Rancher Dan Evans (Christian Bale) is a man perched on one-too-many brinks of failure; his ranch is destitute and dry, as are his finances, his family and the prospects of retaining his manhood in the eyes of family and community. Having trudged out to Arizona with one good leg sacrificed to the Civil War, the family seems taxed with a burden similar to Russell Crowe’s Braddock in Cinderella Man. The entire situation is teeming with portentious catastrophe, with Indians, drought, wandering lawlessness and the general struggle just to survive.

Barn-burning cronies of Evans’ debtor incite the father and his two boys out the next morning to seek honest retribution, and in so doing, happen across Ben Wade (Crowe) and his gang robbing a wagon and ruthlessly chugging burning lead into the outgunned coach-drivers. The initial interchange between Wade and Evans stakes a marker of morality in their relationship upon which the film rides. Evans is unquestionably the upstanding one here, but the viewer is left to ponder the display of a promise kept to Evans on Wade’s behalf in light of the evils he has just committed. Would the story use this element of Wade’s Bible-quoting, devotion-demanding, quasi-approachability to fashion a greater morality tale or balk, confusing the lines between good and bad and turn the need for some resolution and restitution upon us? Those days didn’t seem to me to afford men and women the luxury of time to finagle rightness versus wrongness, good guys and bad guys as we are wont to do now. At least the old Westerns don’t seem to portray that with all the time it takes to stay alive on the front.

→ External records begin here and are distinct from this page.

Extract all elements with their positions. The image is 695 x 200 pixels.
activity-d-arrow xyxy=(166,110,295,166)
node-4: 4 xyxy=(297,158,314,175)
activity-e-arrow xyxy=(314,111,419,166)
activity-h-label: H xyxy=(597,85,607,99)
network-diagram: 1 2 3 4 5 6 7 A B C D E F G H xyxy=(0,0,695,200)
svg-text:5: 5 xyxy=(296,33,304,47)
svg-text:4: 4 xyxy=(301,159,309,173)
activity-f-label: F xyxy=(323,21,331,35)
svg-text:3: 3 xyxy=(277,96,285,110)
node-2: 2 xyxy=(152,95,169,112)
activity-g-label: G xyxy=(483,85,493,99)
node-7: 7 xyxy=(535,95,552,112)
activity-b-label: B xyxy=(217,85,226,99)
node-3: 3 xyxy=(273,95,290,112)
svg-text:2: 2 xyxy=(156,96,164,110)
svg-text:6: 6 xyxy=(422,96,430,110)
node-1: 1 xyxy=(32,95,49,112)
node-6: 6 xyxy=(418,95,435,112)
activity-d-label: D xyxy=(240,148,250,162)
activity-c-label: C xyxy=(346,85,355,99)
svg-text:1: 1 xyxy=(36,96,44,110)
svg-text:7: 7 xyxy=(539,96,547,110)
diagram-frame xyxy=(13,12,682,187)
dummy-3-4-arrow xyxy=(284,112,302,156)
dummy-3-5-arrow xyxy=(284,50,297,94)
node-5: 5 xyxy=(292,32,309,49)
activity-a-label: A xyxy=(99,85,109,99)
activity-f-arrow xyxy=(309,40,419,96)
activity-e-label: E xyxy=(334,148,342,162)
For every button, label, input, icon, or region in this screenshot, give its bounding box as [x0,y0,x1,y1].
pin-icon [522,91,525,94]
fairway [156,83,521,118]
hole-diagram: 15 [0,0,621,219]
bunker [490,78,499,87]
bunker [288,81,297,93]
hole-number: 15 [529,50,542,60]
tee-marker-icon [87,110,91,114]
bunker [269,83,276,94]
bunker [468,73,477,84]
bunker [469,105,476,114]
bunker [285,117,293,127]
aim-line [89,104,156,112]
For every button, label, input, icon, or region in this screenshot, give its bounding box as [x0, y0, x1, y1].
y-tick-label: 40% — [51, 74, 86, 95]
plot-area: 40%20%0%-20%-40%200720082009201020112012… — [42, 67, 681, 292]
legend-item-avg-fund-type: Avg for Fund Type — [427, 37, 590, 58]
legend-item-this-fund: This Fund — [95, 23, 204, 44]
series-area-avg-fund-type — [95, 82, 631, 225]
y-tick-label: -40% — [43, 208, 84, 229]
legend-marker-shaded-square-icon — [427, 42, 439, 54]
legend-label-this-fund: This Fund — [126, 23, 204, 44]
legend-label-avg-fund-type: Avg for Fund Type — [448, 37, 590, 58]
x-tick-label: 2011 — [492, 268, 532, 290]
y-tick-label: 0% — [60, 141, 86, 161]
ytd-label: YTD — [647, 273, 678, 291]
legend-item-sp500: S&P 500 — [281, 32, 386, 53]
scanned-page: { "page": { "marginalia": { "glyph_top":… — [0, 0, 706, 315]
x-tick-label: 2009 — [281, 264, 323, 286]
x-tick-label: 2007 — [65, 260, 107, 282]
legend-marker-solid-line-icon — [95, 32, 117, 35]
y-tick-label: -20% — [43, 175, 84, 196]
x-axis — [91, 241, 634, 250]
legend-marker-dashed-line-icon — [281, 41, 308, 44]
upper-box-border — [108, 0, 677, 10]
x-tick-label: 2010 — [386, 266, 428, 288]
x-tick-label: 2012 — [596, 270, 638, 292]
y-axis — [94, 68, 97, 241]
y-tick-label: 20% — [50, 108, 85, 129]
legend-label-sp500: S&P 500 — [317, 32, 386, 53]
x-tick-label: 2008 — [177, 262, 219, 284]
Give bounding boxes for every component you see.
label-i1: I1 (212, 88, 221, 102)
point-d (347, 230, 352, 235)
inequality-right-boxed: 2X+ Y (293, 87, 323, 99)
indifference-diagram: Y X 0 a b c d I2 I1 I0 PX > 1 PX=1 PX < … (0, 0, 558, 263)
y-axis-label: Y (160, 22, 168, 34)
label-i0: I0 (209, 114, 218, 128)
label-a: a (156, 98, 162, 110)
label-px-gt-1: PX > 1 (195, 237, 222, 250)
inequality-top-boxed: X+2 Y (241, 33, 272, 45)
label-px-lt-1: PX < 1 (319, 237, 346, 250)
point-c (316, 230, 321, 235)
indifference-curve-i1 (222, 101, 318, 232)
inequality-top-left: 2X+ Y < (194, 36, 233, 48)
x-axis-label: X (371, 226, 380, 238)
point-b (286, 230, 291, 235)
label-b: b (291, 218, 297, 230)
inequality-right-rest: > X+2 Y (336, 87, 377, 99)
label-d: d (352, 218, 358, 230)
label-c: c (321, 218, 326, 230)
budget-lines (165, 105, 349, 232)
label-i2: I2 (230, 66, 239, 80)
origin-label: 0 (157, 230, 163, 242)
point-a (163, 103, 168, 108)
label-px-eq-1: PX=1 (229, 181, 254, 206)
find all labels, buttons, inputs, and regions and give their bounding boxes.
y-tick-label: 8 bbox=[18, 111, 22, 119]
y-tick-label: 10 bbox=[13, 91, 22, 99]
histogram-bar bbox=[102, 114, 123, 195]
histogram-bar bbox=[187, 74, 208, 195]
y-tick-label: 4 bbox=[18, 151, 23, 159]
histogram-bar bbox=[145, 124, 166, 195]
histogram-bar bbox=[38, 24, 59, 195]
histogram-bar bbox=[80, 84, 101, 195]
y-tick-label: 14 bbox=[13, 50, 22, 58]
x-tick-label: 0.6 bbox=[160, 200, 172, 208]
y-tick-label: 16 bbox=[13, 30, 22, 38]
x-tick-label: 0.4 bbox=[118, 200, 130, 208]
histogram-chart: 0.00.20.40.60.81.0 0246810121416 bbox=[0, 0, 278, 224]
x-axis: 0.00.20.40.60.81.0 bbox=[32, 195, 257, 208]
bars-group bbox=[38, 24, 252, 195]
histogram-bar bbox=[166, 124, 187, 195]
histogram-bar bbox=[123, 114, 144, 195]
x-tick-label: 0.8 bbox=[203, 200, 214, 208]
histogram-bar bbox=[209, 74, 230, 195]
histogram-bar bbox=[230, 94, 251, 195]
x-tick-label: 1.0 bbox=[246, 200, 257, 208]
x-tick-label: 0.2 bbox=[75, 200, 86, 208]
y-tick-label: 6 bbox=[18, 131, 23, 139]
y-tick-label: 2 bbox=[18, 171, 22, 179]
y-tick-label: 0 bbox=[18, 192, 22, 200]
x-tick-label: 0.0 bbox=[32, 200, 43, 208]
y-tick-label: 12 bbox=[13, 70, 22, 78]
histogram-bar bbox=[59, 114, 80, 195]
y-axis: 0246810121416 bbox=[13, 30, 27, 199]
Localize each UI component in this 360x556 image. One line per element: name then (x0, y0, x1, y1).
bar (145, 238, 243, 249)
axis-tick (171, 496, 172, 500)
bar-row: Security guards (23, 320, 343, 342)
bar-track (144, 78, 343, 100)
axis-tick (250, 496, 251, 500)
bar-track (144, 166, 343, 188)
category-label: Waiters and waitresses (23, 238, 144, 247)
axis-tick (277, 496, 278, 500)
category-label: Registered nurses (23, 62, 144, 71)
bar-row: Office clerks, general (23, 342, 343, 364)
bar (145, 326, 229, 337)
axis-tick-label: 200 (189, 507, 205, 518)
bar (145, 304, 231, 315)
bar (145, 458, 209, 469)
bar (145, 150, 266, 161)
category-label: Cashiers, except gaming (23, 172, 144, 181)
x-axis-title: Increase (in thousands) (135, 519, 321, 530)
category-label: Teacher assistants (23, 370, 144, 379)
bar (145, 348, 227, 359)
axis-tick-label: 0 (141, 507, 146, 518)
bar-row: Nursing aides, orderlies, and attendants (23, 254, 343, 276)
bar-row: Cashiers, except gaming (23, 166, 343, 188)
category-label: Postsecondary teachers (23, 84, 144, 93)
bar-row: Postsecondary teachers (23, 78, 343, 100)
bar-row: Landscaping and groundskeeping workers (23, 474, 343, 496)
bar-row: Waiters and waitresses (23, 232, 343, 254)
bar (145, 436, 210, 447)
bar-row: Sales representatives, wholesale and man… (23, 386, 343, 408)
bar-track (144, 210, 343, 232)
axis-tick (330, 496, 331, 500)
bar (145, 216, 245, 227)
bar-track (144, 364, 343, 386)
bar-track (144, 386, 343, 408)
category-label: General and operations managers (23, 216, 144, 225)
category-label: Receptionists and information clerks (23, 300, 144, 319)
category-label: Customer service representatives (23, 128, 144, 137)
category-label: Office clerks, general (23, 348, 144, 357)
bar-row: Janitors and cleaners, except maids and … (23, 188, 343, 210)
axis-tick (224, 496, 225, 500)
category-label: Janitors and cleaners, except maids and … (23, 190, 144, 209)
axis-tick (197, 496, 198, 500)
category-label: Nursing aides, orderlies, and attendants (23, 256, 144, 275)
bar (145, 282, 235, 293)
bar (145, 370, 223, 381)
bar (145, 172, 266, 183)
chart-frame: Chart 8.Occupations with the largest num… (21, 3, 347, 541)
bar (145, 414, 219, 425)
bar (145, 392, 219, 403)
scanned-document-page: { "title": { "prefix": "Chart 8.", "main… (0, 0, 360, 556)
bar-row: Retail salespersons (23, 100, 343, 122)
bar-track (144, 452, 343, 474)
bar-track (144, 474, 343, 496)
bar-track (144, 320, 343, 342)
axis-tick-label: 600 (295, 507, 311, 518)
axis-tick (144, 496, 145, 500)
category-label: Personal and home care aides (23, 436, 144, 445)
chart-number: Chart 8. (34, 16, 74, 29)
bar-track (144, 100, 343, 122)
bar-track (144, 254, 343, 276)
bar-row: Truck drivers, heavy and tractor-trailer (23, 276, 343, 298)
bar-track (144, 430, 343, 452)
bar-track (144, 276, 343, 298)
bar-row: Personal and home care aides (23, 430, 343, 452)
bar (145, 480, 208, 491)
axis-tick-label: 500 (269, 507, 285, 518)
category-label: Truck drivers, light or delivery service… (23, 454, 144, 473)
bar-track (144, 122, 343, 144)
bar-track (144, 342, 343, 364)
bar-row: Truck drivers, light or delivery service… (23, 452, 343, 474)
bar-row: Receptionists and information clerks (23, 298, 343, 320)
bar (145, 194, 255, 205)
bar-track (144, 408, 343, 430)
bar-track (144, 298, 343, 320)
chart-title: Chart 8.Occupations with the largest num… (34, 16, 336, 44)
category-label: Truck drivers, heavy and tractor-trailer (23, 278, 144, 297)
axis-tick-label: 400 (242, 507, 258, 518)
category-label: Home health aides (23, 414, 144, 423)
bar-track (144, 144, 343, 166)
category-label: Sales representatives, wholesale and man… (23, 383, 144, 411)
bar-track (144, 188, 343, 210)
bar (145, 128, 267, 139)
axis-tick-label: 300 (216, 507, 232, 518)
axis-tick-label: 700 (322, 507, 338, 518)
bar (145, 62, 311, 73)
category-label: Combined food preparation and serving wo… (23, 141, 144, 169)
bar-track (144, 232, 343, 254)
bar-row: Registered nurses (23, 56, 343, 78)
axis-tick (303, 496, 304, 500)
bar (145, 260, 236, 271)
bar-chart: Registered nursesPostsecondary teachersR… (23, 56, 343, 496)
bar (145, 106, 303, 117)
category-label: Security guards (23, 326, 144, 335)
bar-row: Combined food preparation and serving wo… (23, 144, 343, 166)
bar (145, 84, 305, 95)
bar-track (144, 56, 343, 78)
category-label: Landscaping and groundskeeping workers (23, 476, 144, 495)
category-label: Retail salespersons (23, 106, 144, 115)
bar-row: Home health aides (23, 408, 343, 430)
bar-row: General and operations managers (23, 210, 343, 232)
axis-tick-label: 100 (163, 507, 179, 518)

In this way, the Western is a good lean-to in an era of moral ambiguity, chartering themes of family, hard work, responsibility, sin and redemption in a backdrop so obviously as lending as the wild west is.

Yuma grants such an affability to Wade to primarily magnify what can be confusing contrasts between the power of choice in light of what should be quintessentially obvious choices. Each scene cascades into the other with palpable depth in these choices the characters have to make while illuminating how each choice is contingent upon the other. No choice is made that does not (negatively or positively) affect another.

So when Evans chooses to join a rag-tag band of escorts to haul the captured Wade to Contention for a 3:10 train to Yuma, he does so out of semi-self-serving purposes. Or does he? With the $200 he is promised for delivery, he could provide for his family but he’s also leaving them unprotected.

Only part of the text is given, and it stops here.